Love, Songs
Posted: July 14th, 2005 | Author: themarkpike | Filed under: Stuff |The amber scotch glasses slip out of our relaxed hands, with the ice melting and the sun setting, because that’s what happens.
We’re on the roof of a beach house in a neighborhood called Croatan, a Native American word for “town talk”. We’re talking, appropriately, waiting for the July 4th fireworks high above the sand where Ben will make a marriage proposal. His brother, Paul, tells me he’s “throwing rock” soon too. Diamonds are in the air.
Pharrell used to live next door. Yeh. That Pharrell. Everybody in Virginia Beach knows him for putting us on the map as the “New Motown” (as nicknamed by New York Times) . Well, everybody knows him except for Ben and Paul’s mother, who used to make small talk with him like he was a normal neighbor. “Good morning, Pharrell”. I like to imagine that he’d sing a falsetto verse back to her about the weather or something, bust out in a freestyle verse about who mows her lawn, but he probably just replied simply. “Hi, Linda”.
Missy Elliott is from VA too. I like to imagine bumping in to her at my 7-11 or something. A pretentious music reviewer, who later receives a bootleg MP3 copy of our conversation on voicemail, would sprinkle his 4.5 star rating with words like: “A Big Bite of… women’s liberation with fluorescent flavor.. slurpees… herpes ….Cleopatra complexes, a documentarian and a crunkdified Chaucer”.
Missy’s new album dropped on July 5th this year. “The Cookbook”. It blips and bleeps with the usual inspiration of Timbaland’s production. Great musicians often harness the ambient noises of their surroundings to make music. Thelonious Monk used to hear the train tracks and church bells of New York and synthesized them into his jazz masterpieces. I like to think that Timbaland (who doesn’t even know how to read music) the Neptunes, all these VA cats make their sonic soundscapes sampled with the F-15’s breaking the sound barrier above our heads by the Norfolk Naval base, or the waves crashing against the beach piers, the summer fireworks, or the diamonds in the air. Virginia is for lovers.
Singer-songwriter Sufjan Stevens album came out on July 5th too. He’s making an album about all 50 states in the union. He’s done Michigan already. Now, he’s on to Illinois. Come on feel the Illinoise. He carries around a portable 8-track and writes about what he sees and experiences… NPR wanted to find out how he makes these stories into songs. They wanted to study him, so they gave him a topic- The Ivory Billed Woodpecker, the Lord God bird. The bird that was thought to be extinct. Like it was even a challenge. This is the man that can write sweeping symphonies about the Sear’s Tower.
I was in Chicago, Illinois for Paul’s wedding this weekend. My parents and I took the architectural boat tour the afternoon before the wedding. The beats of the river a time signature and the buildings soaring like Sufjan’s scales. The city sings a song. There’ll be a hot time in old town tonight. Missy yells “Fire”. And Paul, he smashes the glass, as is Jewish tradition, “your love will multiply like the thousands of pieces”, because that’s what happens.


## BRIEF
Would you repeat the listing exactly but omit every picture?

==== TASK INPUT ====

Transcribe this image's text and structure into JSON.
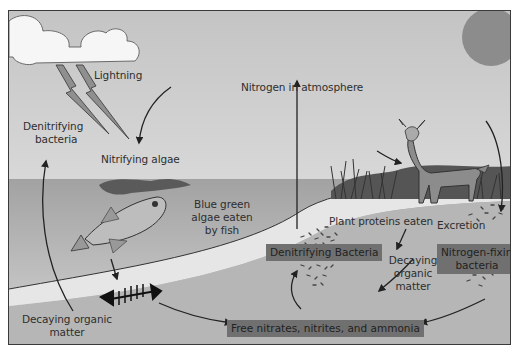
{
  "diagram": {
    "labels": {
      "lightning": "Lightning",
      "denitrifying_bacteria_line1": "Denitrifying",
      "denitrifying_bacteria_line2": "bacteria",
      "nitrifying_algae": "Nitrifying algae",
      "nitrogen_atmosphere": "Nitrogen in atmosphere",
      "blue_green_line1": "Blue green",
      "blue_green_line2": "algae eaten",
      "blue_green_line3": "by fish",
      "plant_proteins": "Plant proteins eaten",
      "excretion": "Excretion",
      "decaying_left_line1": "Decaying organic",
      "decaying_left_line2": "matter",
      "decaying_mid_line1": "Decaying",
      "decaying_mid_line2": "organic",
      "decaying_mid_line3": "matter"
    },
    "boxes": {
      "denitrifying_bacteria": "Denitrifying Bacteria",
      "nitrogen_fixing_line1": "Nitrogen-fixing",
      "nitrogen_fixing_line2": "bacteria",
      "free_nitrates": "Free nitrates, nitrites, and ammonia"
    },
    "colors": {
      "sky": "#cfcfcf",
      "water": "#a9a9a9",
      "shore": "#e4e4e4",
      "soil": "#b4b4b4",
      "sun": "#8a8a8a",
      "label_box": "#707070",
      "text": "#2e2e2e"
    },
    "icons": [
      "cloud-icon",
      "lightning-icon",
      "sun-icon",
      "fish-icon",
      "fish-skeleton-icon",
      "deer-icon",
      "grass-icon",
      "bacteria-icon"
    ]
  }
}
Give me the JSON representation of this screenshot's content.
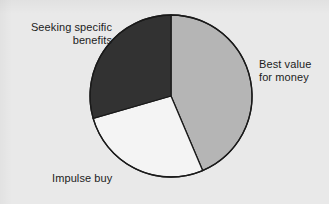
{
  "background_color": "#e9e9e9",
  "chart_data": {
    "type": "pie",
    "title": "",
    "subtitle": "",
    "xlabel": "",
    "ylabel": "",
    "legend_position": "none",
    "grid": false,
    "labels_position": "outside",
    "total": 100,
    "units": "percent",
    "center": {
      "x": 171,
      "y": 96
    },
    "radius": 81,
    "start_angle_deg": 0,
    "direction": "clockwise",
    "outline_color": "#1a1a1a",
    "outline_width": 1.3,
    "categories": [
      "Best value for money",
      "Impulse buy",
      "Seeking specific benefits"
    ],
    "values": [
      43.6,
      27.0,
      29.4
    ],
    "slices": [
      {
        "label": "Best value\nfor money",
        "label_plain": "Best value for money",
        "value": 43.6,
        "color": "#b5b5b5",
        "start_angle_deg": 0,
        "end_angle_deg": 157
      },
      {
        "label": "Impulse buy",
        "label_plain": "Impulse buy",
        "value": 27.0,
        "color": "#f4f4f4",
        "start_angle_deg": 157,
        "end_angle_deg": 254
      },
      {
        "label": "Seeking specific\nbenefits",
        "label_plain": "Seeking specific benefits",
        "value": 29.4,
        "color": "#323232",
        "start_angle_deg": 254,
        "end_angle_deg": 360
      }
    ]
  },
  "labels": {
    "seeking": "Seeking specific\nbenefits",
    "best_value": "Best value\nfor money",
    "impulse": "Impulse buy"
  }
}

====

## SOLVED EXERCISE
Transcribe this image's text and structure into JSON.
{
  "diagram": {
    "labels": {
      "lightning": "Lightning",
      "denitrifying_bacteria_line1": "Denitrifying",
      "denitrifying_bacteria_line2": "bacteria",
      "nitrifying_algae": "Nitrifying algae",
      "nitrogen_atmosphere": "Nitrogen in atmosphere",
      "blue_green_line1": "Blue green",
      "blue_green_line2": "algae eaten",
      "blue_green_line3": "by fish",
      "plant_proteins": "Plant proteins eaten",
      "excretion": "Excretion",
      "decaying_left_line1": "Decaying organic",
      "decaying_left_line2": "matter",
      "decaying_mid_line1": "Decaying",
      "decaying_mid_line2": "organic",
      "decaying_mid_line3": "matter"
    },
    "boxes": {
      "denitrifying_bacteria": "Denitrifying Bacteria",
      "nitrogen_fixing_line1": "Nitrogen-fixing",
      "nitrogen_fixing_line2": "bacteria",
      "free_nitrates": "Free nitrates, nitrites, and ammonia"
    },
    "colors": {
      "sky": "#cfcfcf",
      "water": "#a9a9a9",
      "shore": "#e4e4e4",
      "soil": "#b4b4b4",
      "sun": "#8a8a8a",
      "label_box": "#707070",
      "text": "#2e2e2e"
    },
    "icons": [
      "cloud-icon",
      "lightning-icon",
      "sun-icon",
      "fish-icon",
      "fish-skeleton-icon",
      "deer-icon",
      "grass-icon",
      "bacteria-icon"
    ]
  }
}
Give me the JSON representation of this screenshot's content.
{
  "background_color": "#e9e9e9",
  "chart_data": {
    "type": "pie",
    "title": "",
    "subtitle": "",
    "xlabel": "",
    "ylabel": "",
    "legend_position": "none",
    "grid": false,
    "labels_position": "outside",
    "total": 100,
    "units": "percent",
    "center": {
      "x": 171,
      "y": 96
    },
    "radius": 81,
    "start_angle_deg": 0,
    "direction": "clockwise",
    "outline_color": "#1a1a1a",
    "outline_width": 1.3,
    "categories": [
      "Best value for money",
      "Impulse buy",
      "Seeking specific benefits"
    ],
    "values": [
      43.6,
      27.0,
      29.4
    ],
    "slices": [
      {
        "label": "Best value\nfor money",
        "label_plain": "Best value for money",
        "value": 43.6,
        "color": "#b5b5b5",
        "start_angle_deg": 0,
        "end_angle_deg": 157
      },
      {
        "label": "Impulse buy",
        "label_plain": "Impulse buy",
        "value": 27.0,
        "color": "#f4f4f4",
        "start_angle_deg": 157,
        "end_angle_deg": 254
      },
      {
        "label": "Seeking specific\nbenefits",
        "label_plain": "Seeking specific benefits",
        "value": 29.4,
        "color": "#323232",
        "start_angle_deg": 254,
        "end_angle_deg": 360
      }
    ]
  },
  "labels": {
    "seeking": "Seeking specific\nbenefits",
    "best_value": "Best value\nfor money",
    "impulse": "Impulse buy"
  }
}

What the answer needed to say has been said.